The piercing stare of Lord Hedrick. The seething glare of Lord Zaryon.
Like twin divine storms, their attention turned toward his cloud—number 100—and bore into it as if trying to rip the very identity from his soul.
"Hoo... Hoo...!"
If Robin hadn’t been deathly afraid that fleeing might void his bid—and potentially mark him as prey—he would’ve already leapt from his cloud and got out of the Soul Society already.
Then ca that voice—calm, low, impossibly steady.
"You... who are you?"
Robin’s breath caught in his throat. He turned his head slowly, unwillingly, as if resisting the pull of gravity itself.
And there—on the adjacent glowing cloud—sat Lord Hedrick.
His body, tall and muscular. His long, unbound hair drifted weightlessly around him like strands of snow. But it was those eyes that locked Robin in place, wide open now, their pupils like black holes threatening to consu anything that dared et their gaze.
"Kiiieeeeh!!"
Robin’s soul nearly leapt from his body.
And yet... Lord Hedrick didn’t shout. He didn’t growl.
The question was soft. Too soft.
And then, as if the situation weren’t already unbearable, a burst of mocking laughter echoed from Robin’s left.
"HAHAHAHAHA!"
Lord Zaryon.
Reclining arrogantly on his cloud like a noble on a throne of thunder, Zaryon clapped his hands together, "Ahh, brilliant. Absolutely brilliant,"
Robin didn’t respond to Lord Hedrick.
He couldn’t.
His tongue felt glued to the roof of his mouth. His limbs were frozen. And his heart had beco a war drum in his chest.
"Good.. Good.." Suddenly, Hedrick broke eye contact and turned his gaze forward, toward the raised central platform. His words rang out, slow and deliberate: "Lord Morval."

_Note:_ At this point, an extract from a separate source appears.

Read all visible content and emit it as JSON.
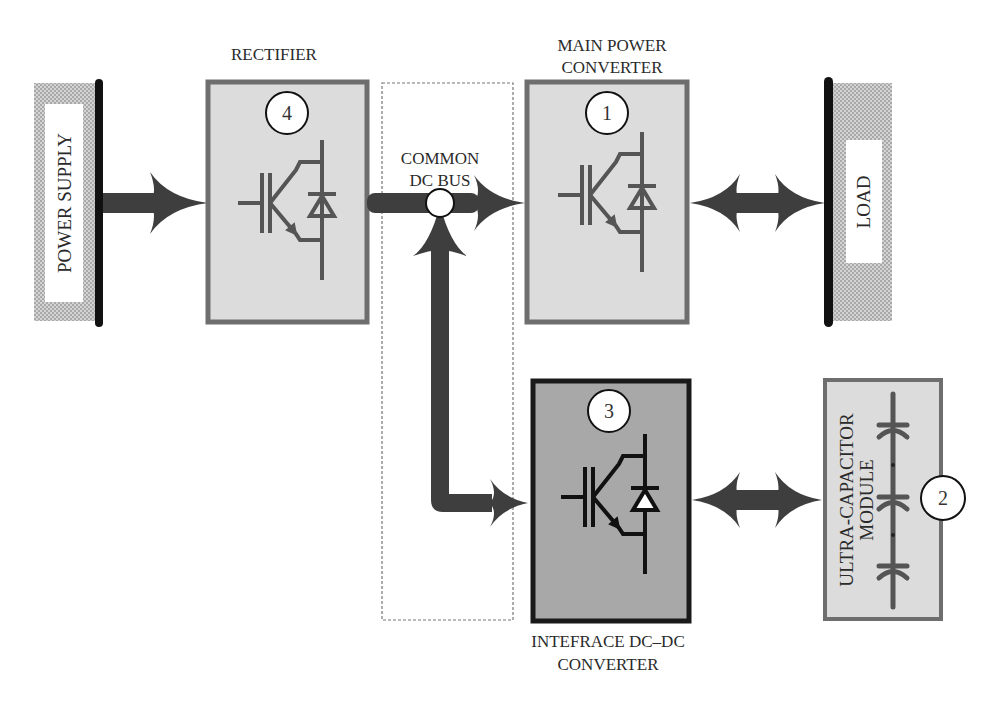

"The Soul Society has always been respected, not for its wealth nor its reach—but for its neutrality. For millions of years, your na stood above suspicion, above alliances. That’s the only reason any of us tolerate you. That’s the only reason we play your gas."

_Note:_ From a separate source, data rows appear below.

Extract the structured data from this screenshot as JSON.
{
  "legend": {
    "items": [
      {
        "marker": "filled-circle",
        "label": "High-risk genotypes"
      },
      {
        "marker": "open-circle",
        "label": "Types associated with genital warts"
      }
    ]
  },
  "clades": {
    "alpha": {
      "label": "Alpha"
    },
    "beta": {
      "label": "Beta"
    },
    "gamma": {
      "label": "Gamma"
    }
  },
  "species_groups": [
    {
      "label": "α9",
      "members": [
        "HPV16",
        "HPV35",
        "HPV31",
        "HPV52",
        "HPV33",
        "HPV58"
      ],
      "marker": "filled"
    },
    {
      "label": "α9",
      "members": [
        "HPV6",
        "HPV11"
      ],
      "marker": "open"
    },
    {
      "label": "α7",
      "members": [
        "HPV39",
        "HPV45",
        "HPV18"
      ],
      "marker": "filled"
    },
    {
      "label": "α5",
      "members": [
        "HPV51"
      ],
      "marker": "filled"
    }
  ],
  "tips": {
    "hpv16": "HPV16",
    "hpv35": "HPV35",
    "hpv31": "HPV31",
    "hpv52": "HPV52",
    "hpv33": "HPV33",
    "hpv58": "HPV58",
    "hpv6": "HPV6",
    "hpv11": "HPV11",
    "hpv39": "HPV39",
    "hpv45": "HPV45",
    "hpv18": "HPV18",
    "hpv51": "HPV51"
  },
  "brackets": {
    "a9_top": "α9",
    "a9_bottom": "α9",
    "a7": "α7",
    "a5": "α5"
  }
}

He paused, his voice dropping an octave.
"Are you now so eager to burn all that credibility today?"
Lord Morval remained still for a mont. His expression—usually unreadable—now flickered with sothing like frustration. Perhaps even anger.
"Lord Hedrick, please. We understand your nerves may be strained, but this—"
"Don’t patronize ."
Hedrick’s voice cut like a blade of ice.
"Explain. This cloud—number 100—who sits upon it? Every single one sitting on a cloud is showing themselves. I know them. All of them. But this one?"
He extended a single, accusatory finger toward Robin’s location.
"This one wields a balance of three billion pearls... and no na. No voice. No face."
His voice dropped lower, into a tone that felt like stone grinding against stone.
"So tell , Lord Morval— Have you invented this bidder to manipulate the outco?"
A hush fell across the entire realm. Even the swirling mists that ford the clouds seed to still.
So of the seated nobles glanced at each other nervously. A few turned pale—well, paler.
But Lord Morval remained still. Then, with slow, dignified precision, he raised a hand, his long silver sleeve trailing behind him like the edge of a cot.
"I will say this only once."
"The bidder in Cloud 100 is as real as you or I. That he remains masked is his right. That he chooses silence is his strategy."
His voice turned sharp and cold.
"Lord Hedrick, this approach will not work. We will not reveal the identity of a bidder who has chosen to remain hidden. Think what you will!" Lord Morfall waved his hand vigorously.
The dignity and reputation of Soul Society must never be shaken.